If I'm not mistaken, awk parses a number depending on the OS language (eg,echo "1,2" | awk '{printf("%f\n",$1)}'
would be interpreted as 1 in an english system and as 1.2 in a system where a comma separates the integer from the decimal part).
I don't know if the C printf does this too, so I added the C tag.
I would like to modify the previous command so that it returns the same value (1.2) regardless of the system being used.
Welcome to the ugliness of locale. To fix your problem, first set the locale to the C one.
export LC_NUMERIC=C
echo "1,2" | awk '...your code...'
To turn off other locale-dependent tomfoolery, you can
export LC_ALL=C
If you're using gawk
, you can use the --use-lc-numeric
option.
$ LC_NUMERIC=de_DE.UTF-8 awk 'BEGIN {printf("%f\n", "1,2")}'
1.000000
$ LC_NUMERIC=de_DE.UTF-8 awk --use-lc-numeric 'BEGIN {printf("%f\n", "1,2")}'
1,200000
From the GAWK manual
The POSIX standard says that awk always uses the period as the decimal point when reading the awk program source code, and for command-line variable assignments (see Other Arguments). However, when interpreting input data, for print and printf output, and for number to string conversion, the local decimal point character is used. Here are some examples indicating the difference in behavior, on a GNU/Linux system:
$ gawk 'BEGIN { printf "%g\n", 3.1415927 }' -| 3.14159 $ LC_ALL=en_DK gawk 'BEGIN { printf "%g\n", 3.1415927 }' -| 3,14159 $ echo 4,321 | gawk '{ print $1 + 1 }' -| 5 $ echo 4,321 | LC_ALL=en_DK gawk '{ print $1 + 1 }' -| 5,321
The ‘en_DK’ locale is for English in Denmark, where the comma acts as the decimal point separator. In the normal "C" locale, gawk treats ‘4,321’ as ‘4’, while in the Danish locale, it's treated as the full number, 4.321.
Some earlier versions of gawk fully complied with this aspect of the standard. However, many users in non-English locales complained about this behavior, since their data used a period as the decimal point, so the default behavior was restored to use a period as the decimal point character. You can use the
--use-lc-numeric
option (see Options) to force gawk to use the locale's decimal point character. (gawk also uses the locale's decimal point character when in POSIX mode, either via--posix
, or thePOSIXLY_CORRECT
environment variable.)
I get similar behavior from /usr/bin/printf
$ LC_NUMERIC=de_DE.UTF-8 /usr/bin/printf "%f\n" "1,2"
/usr/bin/printf: 1,2: value not completely converted
1,000000
$ LC_NUMERIC=de_DE.UTF-8 /usr/bin/printf "%f\n" "1.2"
1,200000
But without the ability to override it.
If your intent is to do the opposite, that is to take "European" input and output "US" numbers, you're going to need to use something more robust. Possible Python or Perl with their locale modules.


* **Your objective**:
Below are some entries. Copy each line that holds the string "input".

┏━━

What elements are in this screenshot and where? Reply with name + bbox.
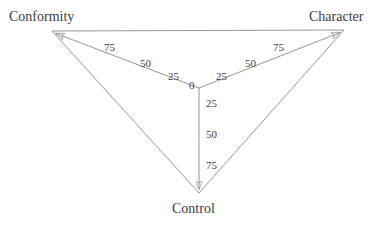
vertex-label-conformity: Conformity (9, 9, 74, 25)
tick-conformity-50: 50 (140, 57, 151, 69)
tick-conformity-25: 25 (168, 70, 179, 82)
edge-character-control (199, 30, 344, 193)
tick-conformity-75: 75 (104, 41, 115, 53)
ternary-diagram: Conformity Character Control 75 50 25 0 … (0, 0, 391, 230)
tick-control-25: 25 (206, 97, 217, 109)
vertex-label-character: Character (309, 9, 363, 25)
diagram-canvas (0, 0, 391, 230)
edge-conformity-character (52, 30, 344, 31)
tick-origin-0: 0 (189, 79, 195, 91)
vertex-label-control: Control (172, 201, 215, 217)
tick-character-25: 25 (216, 70, 227, 82)
tick-control-50: 50 (206, 128, 217, 140)
tick-control-75: 75 (206, 159, 217, 171)
edge-conformity-control (52, 31, 199, 193)
tick-character-50: 50 (245, 57, 256, 69)
tick-character-75: 75 (273, 41, 284, 53)
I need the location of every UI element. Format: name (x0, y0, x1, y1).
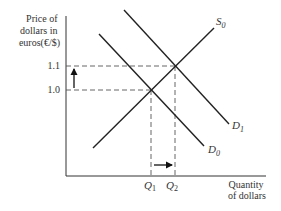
label-d1: D1 (231, 119, 244, 134)
x-tick-q1: Q1 (144, 179, 156, 193)
y-tick-1-0: 1.0 (48, 84, 61, 95)
y-axis-label: Price of dollars in euros(€/$) (19, 13, 60, 49)
label-d0: D0 (207, 143, 220, 158)
supply-demand-diagram: Price of dollars in euros(€/$) 1.1 1.0 S… (0, 0, 281, 211)
x-tick-q2: Q2 (166, 179, 178, 193)
y-tick-1-1: 1.1 (48, 60, 61, 71)
x-axis-label: Quantity of dollars (228, 179, 266, 201)
demand-curve-d1 (124, 10, 229, 124)
label-s0: S0 (216, 15, 226, 30)
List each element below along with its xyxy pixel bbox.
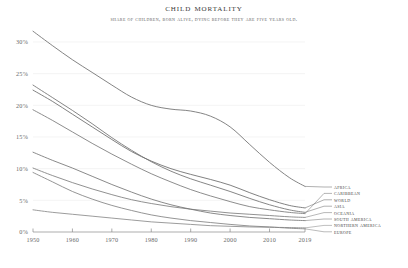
legend-leader-line: [305, 200, 332, 208]
series-line: [33, 152, 305, 220]
series-line: [33, 210, 305, 228]
legend-item-oceania[interactable]: Oceania: [334, 210, 354, 216]
y-tick-label: 30%: [16, 38, 28, 45]
legend-item-caribbean[interactable]: Caribbean: [334, 190, 360, 196]
x-tick-label: 1960: [66, 236, 79, 243]
gridlines-group: [33, 42, 305, 200]
series-line: [33, 31, 305, 186]
legend: AfricaCaribbeanWorldAsiaOceaniaSouth Ame…: [334, 184, 381, 235]
legend-leader-line: [305, 229, 332, 232]
x-axis: [33, 229, 305, 233]
legend-leader-line: [305, 225, 332, 227]
chart-container: Child Mortality Share of children, born …: [0, 0, 408, 268]
x-tick-label: 2000: [224, 236, 237, 243]
y-tick-label: 25%: [16, 70, 28, 77]
series-line: [33, 85, 305, 212]
y-tick-label: 10%: [16, 165, 28, 172]
legend-item-northern-america[interactable]: Northern America: [334, 222, 381, 228]
x-tick-label: 1970: [105, 236, 118, 243]
y-tick-label: 15%: [16, 133, 28, 140]
legend-leader-lines: [305, 186, 332, 231]
x-tick-label: 2019: [298, 236, 311, 243]
y-axis-tick-labels: 0%5%10%15%20%25%30%: [16, 38, 28, 235]
legend-leader-line: [305, 213, 332, 218]
legend-leader-line: [305, 193, 332, 213]
x-axis-tick-labels: 19501960197019801990200020102019: [26, 236, 311, 243]
series-line: [33, 168, 305, 217]
legend-item-africa[interactable]: Africa: [334, 184, 351, 190]
legend-leader-line: [305, 219, 332, 221]
line-chart-svg: 0%5%10%15%20%25%30% 19501960197019801990…: [0, 0, 408, 268]
y-tick-label: 0%: [19, 228, 28, 235]
y-tick-label: 20%: [16, 102, 28, 109]
series-lines-group: [33, 31, 305, 229]
legend-item-south-america[interactable]: South America: [334, 216, 372, 222]
legend-item-europe[interactable]: Europe: [334, 229, 352, 235]
x-tick-label: 1980: [145, 236, 158, 243]
x-tick-label: 2010: [263, 236, 276, 243]
x-tick-label: 1950: [26, 236, 39, 243]
y-tick-label: 5%: [19, 197, 28, 204]
series-line: [33, 90, 305, 208]
x-tick-label: 1990: [184, 236, 197, 243]
legend-item-world[interactable]: World: [334, 197, 350, 203]
legend-item-asia[interactable]: Asia: [334, 203, 345, 209]
legend-leader-line: [305, 186, 332, 187]
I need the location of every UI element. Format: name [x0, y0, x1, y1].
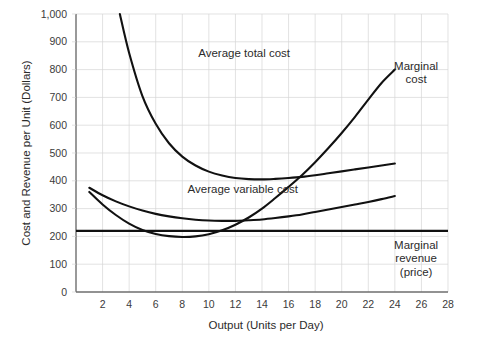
- annotation-label: cost: [406, 73, 428, 85]
- y-tick-label: 400: [49, 174, 67, 186]
- x-axis-title: Output (Units per Day): [208, 319, 323, 331]
- y-tick-label: 700: [49, 91, 67, 103]
- x-tick-label: 14: [256, 298, 268, 310]
- y-tick-label: 200: [49, 230, 67, 242]
- y-tick-label: 300: [49, 202, 67, 214]
- x-tick-label: 2: [100, 298, 106, 310]
- y-tick-label: 600: [49, 119, 67, 131]
- x-tick-label: 16: [283, 298, 295, 310]
- y-tick-label: 800: [49, 63, 67, 75]
- x-tick-label: 24: [389, 298, 401, 310]
- y-tick-label: 0: [61, 286, 67, 298]
- x-tick-label: 12: [230, 298, 242, 310]
- x-tick-label: 18: [309, 298, 321, 310]
- annotation-label: Marginal: [394, 239, 438, 251]
- annotation-label: Marginal: [394, 60, 438, 72]
- chart-container: 246810121416182022242628 010020030040050…: [0, 0, 477, 342]
- x-tick-label: 4: [126, 298, 132, 310]
- y-tick-label: 900: [49, 35, 67, 47]
- x-tick-label: 22: [362, 298, 374, 310]
- x-tick-label: 26: [416, 298, 428, 310]
- cost-revenue-chart: 246810121416182022242628 010020030040050…: [0, 0, 477, 342]
- y-tick-labels: 01002003004005006007008009001,000: [41, 8, 76, 298]
- x-tick-label: 10: [203, 298, 215, 310]
- annotation-label: revenue: [395, 252, 437, 264]
- x-tick-label: 20: [336, 298, 348, 310]
- curve-average-total-cost: [120, 14, 395, 179]
- x-tick-label: 28: [442, 298, 454, 310]
- y-tick-label: 100: [49, 258, 67, 270]
- annotation-label: Average total cost: [198, 47, 291, 59]
- x-tick-label: 6: [153, 298, 159, 310]
- y-axis-title: Cost and Revenue per Unit (Dollars): [20, 60, 32, 246]
- x-tick-label: 8: [179, 298, 185, 310]
- annotation-label: (price): [400, 266, 433, 278]
- y-tick-label: 1,000: [41, 8, 67, 20]
- series-annotations: Average total costAverage variable costM…: [188, 47, 439, 278]
- y-tick-label: 500: [49, 147, 67, 159]
- annotation-label: Average variable cost: [188, 183, 299, 195]
- x-tick-labels: 246810121416182022242628: [100, 298, 454, 310]
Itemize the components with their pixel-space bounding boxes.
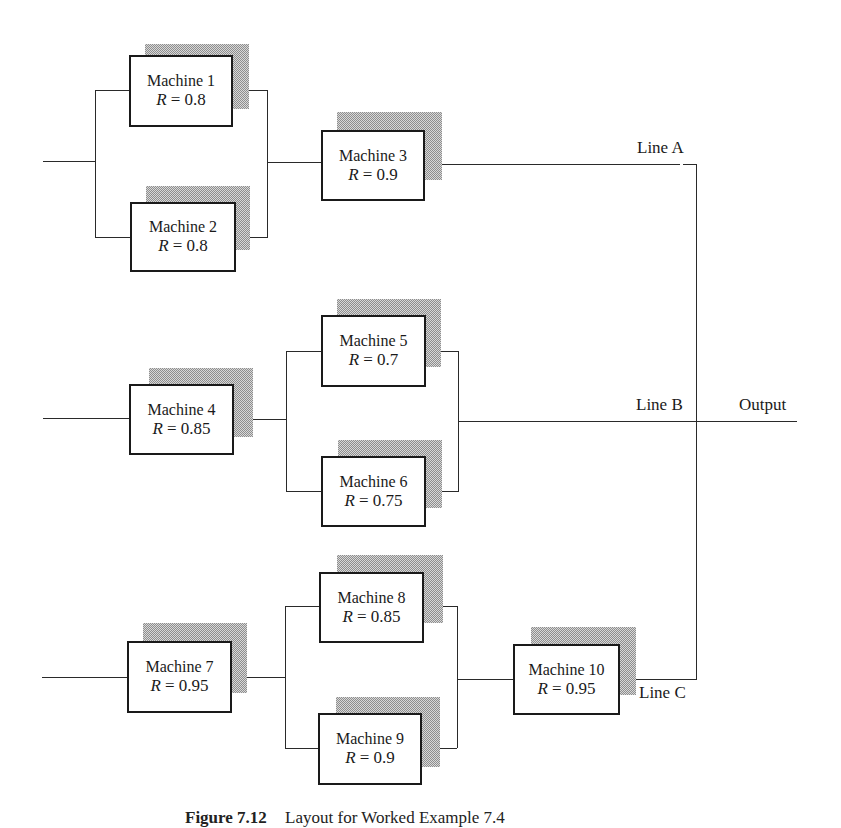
machine-3-block: Machine 3 R = 0.9 <box>321 130 425 201</box>
machine-3-name: Machine 3 <box>339 147 407 165</box>
machine-10-block: Machine 10 R = 0.95 <box>513 644 620 715</box>
machine-1-name: Machine 1 <box>147 72 215 90</box>
machine-10-reliability: R = 0.95 <box>537 679 595 699</box>
machine-9-reliability: R = 0.9 <box>345 748 395 768</box>
output-label: Output <box>739 395 786 415</box>
machine-9-block: Machine 9 R = 0.9 <box>318 713 422 785</box>
line-b-branch-top-in <box>286 351 321 352</box>
output-collector <box>696 164 697 680</box>
line-a-parallel-left <box>95 90 96 238</box>
line-a-branch-bottom-in <box>95 237 130 238</box>
line-a-output-end <box>683 164 697 165</box>
machine-6-reliability: R = 0.75 <box>344 491 402 511</box>
machine-5-block: Machine 5 R = 0.7 <box>321 315 426 387</box>
line-b-input <box>43 418 129 419</box>
line-c-input <box>42 677 127 678</box>
caption-number: Figure 7.12 <box>185 808 267 827</box>
line-a-branch-top-in <box>95 90 130 91</box>
machine-9-name: Machine 9 <box>336 730 404 748</box>
line-b-label: Line B <box>636 395 683 415</box>
line-c-branch-bottom-in <box>285 748 318 749</box>
machine-7-block: Machine 7 R = 0.95 <box>127 641 232 713</box>
caption-text: Layout for Worked Example 7.4 <box>285 808 505 827</box>
machine-2-block: Machine 2 R = 0.8 <box>130 202 236 272</box>
machine-10-name: Machine 10 <box>529 661 605 679</box>
machine-1-reliability: R = 0.8 <box>156 90 206 110</box>
line-b-branch-bottom-in <box>286 491 321 492</box>
line-c-parallel-right <box>457 606 458 748</box>
line-a-output <box>424 164 680 165</box>
machine-7-reliability: R = 0.95 <box>150 676 208 696</box>
machine-2-name: Machine 2 <box>149 218 217 236</box>
machine-8-name: Machine 8 <box>338 589 406 607</box>
machine-4-reliability: R = 0.85 <box>152 419 210 439</box>
machine-7-name: Machine 7 <box>146 658 214 676</box>
machine-8-block: Machine 8 R = 0.85 <box>319 572 424 643</box>
line-c-parallel-left <box>285 606 286 748</box>
machine-1-block: Machine 1 R = 0.8 <box>129 55 233 127</box>
machine-4-block: Machine 4 R = 0.85 <box>129 384 234 455</box>
machine-4-name: Machine 4 <box>148 401 216 419</box>
line-c-branch-top-in <box>285 606 319 607</box>
machine-8-reliability: R = 0.85 <box>342 607 400 627</box>
line-c-to-machine-10 <box>457 679 513 680</box>
line-b-parallel-left <box>286 351 287 492</box>
machine-6-name: Machine 6 <box>340 473 408 491</box>
line-a-parallel-right <box>267 90 268 238</box>
line-a-input <box>43 161 95 162</box>
machine-3-reliability: R = 0.9 <box>348 165 398 185</box>
machine-5-name: Machine 5 <box>340 332 408 350</box>
line-b-output <box>458 421 797 422</box>
machine-5-reliability: R = 0.7 <box>349 350 399 370</box>
machine-6-block: Machine 6 R = 0.75 <box>321 456 426 527</box>
machine-2-reliability: R = 0.8 <box>158 236 208 256</box>
line-a-label: Line A <box>637 138 684 158</box>
line-c-label: Line C <box>639 683 686 703</box>
line-a-to-machine-3 <box>267 162 321 163</box>
figure-caption: Figure 7.12 Layout for Worked Example 7.… <box>185 808 505 828</box>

┗━━

* **Task solution**:
line-b-input <box>43 418 129 419</box>
line-c-input <box>42 677 127 678</box>
line-a-input <box>43 161 95 162</box>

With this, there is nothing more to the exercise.